In Finch, a dog, a robot, and Tom Hanks face a post-apocalyptic world


Man’s best friends

Two decades after Tom Hanks was nominated for the Best Actor Academy Award for his mostly solo film Cast Away, he’s back with another one-man performance in Finch, a post-apocalyptic dramedy now streaming on Apple TV+.

Hanks plays a gray-bearded inventor named Finch, one of the few humans left on earth after solar storms destroyed 21st-century society. In a barren and abandoned St. Louis, he searches for food for his dog, his only companion, and parts for his newest creation, the C3PO-inspired robot, Jeff.

In Finch’s world, food is ultra-scarce and cyclonic dust storms can last for weeks. These threats force Finch and his friends to leave St. Louis on a classic trek west through a sandy Kansas and a tornado-filled Colorado, hoping to find a promised land on America’s West Coast. Along the way, Finch is also training Jeff for his ultimate mission: He must learn to take care of Finch’s dog, just as Finch does.

Despite the bleak post-apocalyptic scenario, the film inserts cheeriness into the gloomy world. Finch sings Don McLean’s “American Pie” while foraging among ruins and rubble. He’s best friends with an adorable dog. And Jeff is as goofy as movie robots come, as he learns to talk and walk and eventually drive an RV. The film is rated PG-13 for two vulgar words and two scary situations.

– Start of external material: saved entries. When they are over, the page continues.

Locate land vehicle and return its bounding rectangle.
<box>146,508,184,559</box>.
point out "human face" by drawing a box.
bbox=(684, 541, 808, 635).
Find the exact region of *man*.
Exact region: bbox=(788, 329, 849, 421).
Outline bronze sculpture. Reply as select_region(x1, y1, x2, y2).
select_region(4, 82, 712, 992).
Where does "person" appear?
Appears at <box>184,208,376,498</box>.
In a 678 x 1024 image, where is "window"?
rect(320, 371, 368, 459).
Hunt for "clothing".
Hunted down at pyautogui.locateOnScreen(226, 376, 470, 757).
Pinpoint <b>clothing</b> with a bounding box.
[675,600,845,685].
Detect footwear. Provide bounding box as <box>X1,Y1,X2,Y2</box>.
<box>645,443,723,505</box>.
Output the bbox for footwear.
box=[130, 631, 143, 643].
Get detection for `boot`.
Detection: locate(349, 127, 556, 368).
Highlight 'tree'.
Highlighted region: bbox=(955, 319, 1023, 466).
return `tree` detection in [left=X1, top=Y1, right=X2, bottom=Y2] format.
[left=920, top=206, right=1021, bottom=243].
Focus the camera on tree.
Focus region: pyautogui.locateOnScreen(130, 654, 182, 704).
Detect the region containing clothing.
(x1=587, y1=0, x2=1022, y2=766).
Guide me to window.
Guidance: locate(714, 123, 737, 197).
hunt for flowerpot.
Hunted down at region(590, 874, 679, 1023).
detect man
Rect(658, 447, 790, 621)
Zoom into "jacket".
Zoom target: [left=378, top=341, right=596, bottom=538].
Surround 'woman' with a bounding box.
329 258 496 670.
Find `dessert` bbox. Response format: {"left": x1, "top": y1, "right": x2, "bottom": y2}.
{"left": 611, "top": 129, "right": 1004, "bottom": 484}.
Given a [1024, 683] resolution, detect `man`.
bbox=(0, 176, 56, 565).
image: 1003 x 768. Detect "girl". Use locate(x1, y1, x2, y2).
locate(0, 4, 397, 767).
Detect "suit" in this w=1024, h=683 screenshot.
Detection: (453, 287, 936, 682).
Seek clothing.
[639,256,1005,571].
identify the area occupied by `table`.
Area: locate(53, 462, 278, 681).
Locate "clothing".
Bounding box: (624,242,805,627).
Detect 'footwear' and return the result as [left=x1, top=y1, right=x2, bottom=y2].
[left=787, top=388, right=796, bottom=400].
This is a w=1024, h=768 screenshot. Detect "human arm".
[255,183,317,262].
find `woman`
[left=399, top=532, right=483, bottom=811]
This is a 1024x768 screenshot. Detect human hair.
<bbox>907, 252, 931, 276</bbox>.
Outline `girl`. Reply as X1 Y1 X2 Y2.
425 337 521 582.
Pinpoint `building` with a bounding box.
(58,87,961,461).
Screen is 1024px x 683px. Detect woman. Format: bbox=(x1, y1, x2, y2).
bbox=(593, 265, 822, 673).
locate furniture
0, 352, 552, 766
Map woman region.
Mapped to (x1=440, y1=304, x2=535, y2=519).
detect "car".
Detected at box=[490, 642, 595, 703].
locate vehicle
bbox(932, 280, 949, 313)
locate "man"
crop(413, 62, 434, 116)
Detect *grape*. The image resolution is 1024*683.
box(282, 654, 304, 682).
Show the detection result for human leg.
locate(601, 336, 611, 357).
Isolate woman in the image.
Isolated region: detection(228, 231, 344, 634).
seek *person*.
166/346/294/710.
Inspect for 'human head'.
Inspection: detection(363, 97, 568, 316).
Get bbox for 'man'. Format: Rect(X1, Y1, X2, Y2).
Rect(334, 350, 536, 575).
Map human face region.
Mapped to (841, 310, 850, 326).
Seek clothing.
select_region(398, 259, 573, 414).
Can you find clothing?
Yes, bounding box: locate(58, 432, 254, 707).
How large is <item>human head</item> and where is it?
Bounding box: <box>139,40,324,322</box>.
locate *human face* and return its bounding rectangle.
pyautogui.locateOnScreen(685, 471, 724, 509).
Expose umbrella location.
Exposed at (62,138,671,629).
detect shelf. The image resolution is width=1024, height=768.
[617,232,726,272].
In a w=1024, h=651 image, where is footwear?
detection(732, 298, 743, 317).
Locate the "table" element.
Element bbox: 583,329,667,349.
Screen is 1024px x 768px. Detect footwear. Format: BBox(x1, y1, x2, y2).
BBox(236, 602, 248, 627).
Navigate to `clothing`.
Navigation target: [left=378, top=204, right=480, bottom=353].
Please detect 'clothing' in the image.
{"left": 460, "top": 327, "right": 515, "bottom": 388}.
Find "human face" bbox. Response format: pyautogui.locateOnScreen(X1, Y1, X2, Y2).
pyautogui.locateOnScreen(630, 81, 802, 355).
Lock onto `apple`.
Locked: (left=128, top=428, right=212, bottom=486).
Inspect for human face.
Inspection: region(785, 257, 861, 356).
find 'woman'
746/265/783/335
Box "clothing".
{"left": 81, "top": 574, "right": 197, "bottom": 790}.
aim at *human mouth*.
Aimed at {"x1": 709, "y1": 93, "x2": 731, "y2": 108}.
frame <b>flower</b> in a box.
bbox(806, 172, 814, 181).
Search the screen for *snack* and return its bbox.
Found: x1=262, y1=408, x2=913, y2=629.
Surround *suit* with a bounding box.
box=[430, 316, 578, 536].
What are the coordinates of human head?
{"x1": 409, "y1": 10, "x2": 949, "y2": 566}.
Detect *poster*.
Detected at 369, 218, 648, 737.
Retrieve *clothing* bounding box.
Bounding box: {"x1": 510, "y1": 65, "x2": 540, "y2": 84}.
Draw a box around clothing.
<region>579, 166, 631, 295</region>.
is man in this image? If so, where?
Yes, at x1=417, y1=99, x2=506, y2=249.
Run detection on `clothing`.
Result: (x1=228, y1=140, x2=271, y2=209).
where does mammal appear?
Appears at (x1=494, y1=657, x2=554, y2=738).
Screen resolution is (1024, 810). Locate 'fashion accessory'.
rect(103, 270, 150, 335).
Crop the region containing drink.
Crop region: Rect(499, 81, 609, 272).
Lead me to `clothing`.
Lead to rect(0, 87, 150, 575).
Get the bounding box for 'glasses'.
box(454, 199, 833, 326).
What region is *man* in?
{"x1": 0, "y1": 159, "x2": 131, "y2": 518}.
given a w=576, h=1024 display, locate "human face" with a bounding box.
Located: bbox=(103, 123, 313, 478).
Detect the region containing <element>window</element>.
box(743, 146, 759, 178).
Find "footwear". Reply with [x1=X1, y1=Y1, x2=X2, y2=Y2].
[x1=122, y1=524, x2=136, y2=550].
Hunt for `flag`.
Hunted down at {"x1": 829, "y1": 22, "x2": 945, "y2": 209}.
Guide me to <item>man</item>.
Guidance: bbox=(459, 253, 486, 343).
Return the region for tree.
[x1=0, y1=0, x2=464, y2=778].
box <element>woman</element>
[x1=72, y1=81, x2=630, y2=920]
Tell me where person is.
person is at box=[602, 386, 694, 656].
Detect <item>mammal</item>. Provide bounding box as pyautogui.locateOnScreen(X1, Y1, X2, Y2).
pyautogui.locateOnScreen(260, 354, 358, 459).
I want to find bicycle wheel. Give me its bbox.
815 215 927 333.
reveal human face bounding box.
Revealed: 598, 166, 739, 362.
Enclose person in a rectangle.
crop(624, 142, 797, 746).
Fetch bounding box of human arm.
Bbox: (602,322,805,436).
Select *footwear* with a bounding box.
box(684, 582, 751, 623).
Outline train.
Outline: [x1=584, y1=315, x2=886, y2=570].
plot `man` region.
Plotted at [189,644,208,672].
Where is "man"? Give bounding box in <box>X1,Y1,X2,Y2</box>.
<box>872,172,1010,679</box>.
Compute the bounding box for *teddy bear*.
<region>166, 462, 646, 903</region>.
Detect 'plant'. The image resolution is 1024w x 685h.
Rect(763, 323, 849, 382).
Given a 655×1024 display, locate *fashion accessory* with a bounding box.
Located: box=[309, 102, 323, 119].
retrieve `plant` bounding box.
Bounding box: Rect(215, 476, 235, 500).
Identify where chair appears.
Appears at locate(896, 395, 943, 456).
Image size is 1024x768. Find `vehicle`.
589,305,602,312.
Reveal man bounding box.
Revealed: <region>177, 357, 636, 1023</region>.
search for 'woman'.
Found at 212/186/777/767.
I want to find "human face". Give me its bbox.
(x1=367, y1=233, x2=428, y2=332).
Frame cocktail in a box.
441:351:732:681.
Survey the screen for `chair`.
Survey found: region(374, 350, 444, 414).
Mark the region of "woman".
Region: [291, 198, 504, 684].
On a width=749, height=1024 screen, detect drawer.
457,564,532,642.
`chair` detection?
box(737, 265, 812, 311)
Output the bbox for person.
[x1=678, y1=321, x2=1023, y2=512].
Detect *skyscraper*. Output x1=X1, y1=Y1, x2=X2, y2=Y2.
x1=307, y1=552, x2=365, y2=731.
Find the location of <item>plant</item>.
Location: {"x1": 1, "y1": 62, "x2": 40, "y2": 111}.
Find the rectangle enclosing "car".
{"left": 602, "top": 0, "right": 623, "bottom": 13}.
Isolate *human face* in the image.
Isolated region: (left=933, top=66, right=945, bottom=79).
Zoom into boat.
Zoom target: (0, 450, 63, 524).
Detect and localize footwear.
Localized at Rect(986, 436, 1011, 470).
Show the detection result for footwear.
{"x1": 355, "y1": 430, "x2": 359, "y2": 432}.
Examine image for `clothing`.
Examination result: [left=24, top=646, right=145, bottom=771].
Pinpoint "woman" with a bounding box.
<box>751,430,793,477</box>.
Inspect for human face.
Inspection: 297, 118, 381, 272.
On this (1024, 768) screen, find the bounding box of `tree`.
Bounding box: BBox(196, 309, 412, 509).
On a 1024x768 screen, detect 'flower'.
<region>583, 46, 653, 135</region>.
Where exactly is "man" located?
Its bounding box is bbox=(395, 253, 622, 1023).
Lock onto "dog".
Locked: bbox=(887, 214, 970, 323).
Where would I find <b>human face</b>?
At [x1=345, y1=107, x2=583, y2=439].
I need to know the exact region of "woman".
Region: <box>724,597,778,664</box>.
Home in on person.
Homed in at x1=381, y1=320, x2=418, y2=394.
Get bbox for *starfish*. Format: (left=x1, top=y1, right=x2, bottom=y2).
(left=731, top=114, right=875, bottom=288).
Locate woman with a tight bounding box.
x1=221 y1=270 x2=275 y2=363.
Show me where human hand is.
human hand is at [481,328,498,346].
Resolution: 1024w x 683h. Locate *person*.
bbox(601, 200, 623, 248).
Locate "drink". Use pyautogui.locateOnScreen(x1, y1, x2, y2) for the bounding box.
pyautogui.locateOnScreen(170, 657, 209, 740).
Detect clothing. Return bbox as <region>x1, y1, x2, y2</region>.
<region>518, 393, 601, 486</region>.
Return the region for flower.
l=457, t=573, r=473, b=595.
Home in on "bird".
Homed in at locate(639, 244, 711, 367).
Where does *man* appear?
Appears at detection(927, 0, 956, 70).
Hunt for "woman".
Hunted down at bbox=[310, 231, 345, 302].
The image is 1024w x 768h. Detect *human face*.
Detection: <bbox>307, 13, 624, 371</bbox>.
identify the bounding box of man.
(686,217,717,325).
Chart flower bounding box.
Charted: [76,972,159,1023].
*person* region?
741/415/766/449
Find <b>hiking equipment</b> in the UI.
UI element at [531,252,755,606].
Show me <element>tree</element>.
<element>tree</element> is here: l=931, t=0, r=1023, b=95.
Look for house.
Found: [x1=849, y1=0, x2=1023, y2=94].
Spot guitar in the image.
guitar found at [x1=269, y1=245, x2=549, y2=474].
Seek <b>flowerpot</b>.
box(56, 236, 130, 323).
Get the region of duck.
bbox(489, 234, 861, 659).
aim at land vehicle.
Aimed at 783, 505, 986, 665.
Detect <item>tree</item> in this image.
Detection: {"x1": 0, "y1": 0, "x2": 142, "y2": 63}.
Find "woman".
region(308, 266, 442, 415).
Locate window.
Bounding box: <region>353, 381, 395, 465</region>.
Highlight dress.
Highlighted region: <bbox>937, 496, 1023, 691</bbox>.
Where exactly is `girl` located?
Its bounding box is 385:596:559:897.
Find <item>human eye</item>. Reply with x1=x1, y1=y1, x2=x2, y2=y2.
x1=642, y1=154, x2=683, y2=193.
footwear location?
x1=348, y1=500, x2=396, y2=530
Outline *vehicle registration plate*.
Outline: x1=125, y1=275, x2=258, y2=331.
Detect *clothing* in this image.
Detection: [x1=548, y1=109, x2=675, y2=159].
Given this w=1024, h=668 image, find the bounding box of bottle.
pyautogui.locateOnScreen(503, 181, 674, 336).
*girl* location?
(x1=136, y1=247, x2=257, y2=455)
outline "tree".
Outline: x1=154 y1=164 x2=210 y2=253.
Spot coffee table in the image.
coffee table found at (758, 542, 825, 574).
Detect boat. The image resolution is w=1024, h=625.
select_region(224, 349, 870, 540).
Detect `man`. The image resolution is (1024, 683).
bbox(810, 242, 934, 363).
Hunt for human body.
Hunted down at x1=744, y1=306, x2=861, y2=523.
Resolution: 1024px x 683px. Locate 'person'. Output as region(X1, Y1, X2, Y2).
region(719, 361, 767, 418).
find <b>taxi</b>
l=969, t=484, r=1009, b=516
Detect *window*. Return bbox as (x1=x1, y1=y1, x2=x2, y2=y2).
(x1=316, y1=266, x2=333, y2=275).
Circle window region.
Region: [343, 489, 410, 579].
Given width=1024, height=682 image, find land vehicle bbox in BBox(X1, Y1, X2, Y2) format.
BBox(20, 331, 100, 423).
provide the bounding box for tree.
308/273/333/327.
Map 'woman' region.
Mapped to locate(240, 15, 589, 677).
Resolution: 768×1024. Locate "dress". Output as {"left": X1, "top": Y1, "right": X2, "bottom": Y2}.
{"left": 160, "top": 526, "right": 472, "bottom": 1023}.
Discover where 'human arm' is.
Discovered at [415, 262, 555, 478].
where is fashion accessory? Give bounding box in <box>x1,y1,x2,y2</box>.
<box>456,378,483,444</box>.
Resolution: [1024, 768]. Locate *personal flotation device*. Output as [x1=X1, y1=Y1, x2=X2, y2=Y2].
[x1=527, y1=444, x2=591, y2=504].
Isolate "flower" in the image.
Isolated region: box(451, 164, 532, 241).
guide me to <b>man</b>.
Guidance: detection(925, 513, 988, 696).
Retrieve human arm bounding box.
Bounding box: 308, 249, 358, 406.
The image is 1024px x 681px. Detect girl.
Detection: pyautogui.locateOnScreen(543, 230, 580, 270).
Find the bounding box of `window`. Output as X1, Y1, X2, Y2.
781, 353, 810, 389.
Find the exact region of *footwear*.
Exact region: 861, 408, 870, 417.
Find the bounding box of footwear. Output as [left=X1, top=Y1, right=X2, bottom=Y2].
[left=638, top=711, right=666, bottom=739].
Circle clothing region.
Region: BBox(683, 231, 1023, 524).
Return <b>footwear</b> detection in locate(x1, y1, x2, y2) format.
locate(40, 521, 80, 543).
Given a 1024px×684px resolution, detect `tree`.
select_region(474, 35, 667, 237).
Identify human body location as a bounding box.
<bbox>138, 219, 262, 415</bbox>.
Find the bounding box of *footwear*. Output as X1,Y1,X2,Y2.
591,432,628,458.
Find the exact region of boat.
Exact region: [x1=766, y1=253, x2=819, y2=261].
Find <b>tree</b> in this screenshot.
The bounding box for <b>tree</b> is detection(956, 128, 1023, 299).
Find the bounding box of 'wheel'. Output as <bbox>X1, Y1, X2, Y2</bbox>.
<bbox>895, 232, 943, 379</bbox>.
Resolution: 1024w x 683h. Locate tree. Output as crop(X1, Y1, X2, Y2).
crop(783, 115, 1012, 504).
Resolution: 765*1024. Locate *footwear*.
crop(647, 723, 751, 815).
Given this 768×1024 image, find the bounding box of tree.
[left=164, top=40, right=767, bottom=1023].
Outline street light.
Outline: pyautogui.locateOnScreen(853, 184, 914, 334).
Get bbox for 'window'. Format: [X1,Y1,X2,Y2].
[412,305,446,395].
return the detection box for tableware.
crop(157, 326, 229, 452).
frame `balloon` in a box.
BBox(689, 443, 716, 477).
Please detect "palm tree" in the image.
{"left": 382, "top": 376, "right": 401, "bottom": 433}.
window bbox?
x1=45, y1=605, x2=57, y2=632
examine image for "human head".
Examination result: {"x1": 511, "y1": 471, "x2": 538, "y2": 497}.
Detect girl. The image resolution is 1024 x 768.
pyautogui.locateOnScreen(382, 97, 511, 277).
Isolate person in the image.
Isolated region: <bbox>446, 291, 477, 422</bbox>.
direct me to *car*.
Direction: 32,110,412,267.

While Finch’s plot is filled with clichés common to sci-fi films such as WALL-E and Short Circuit, it pulls viewers in with Finch’s story arc and the nobility of what he is trying to accomplish. In one of the stories that Finch tells Jeff, he chastises humanity for scavenging instead of building. Finch prefers creativity and learning to merely existing and draining resources.

Its watchability is also a testament to Hanks, who shines even when he’s alone on the screen.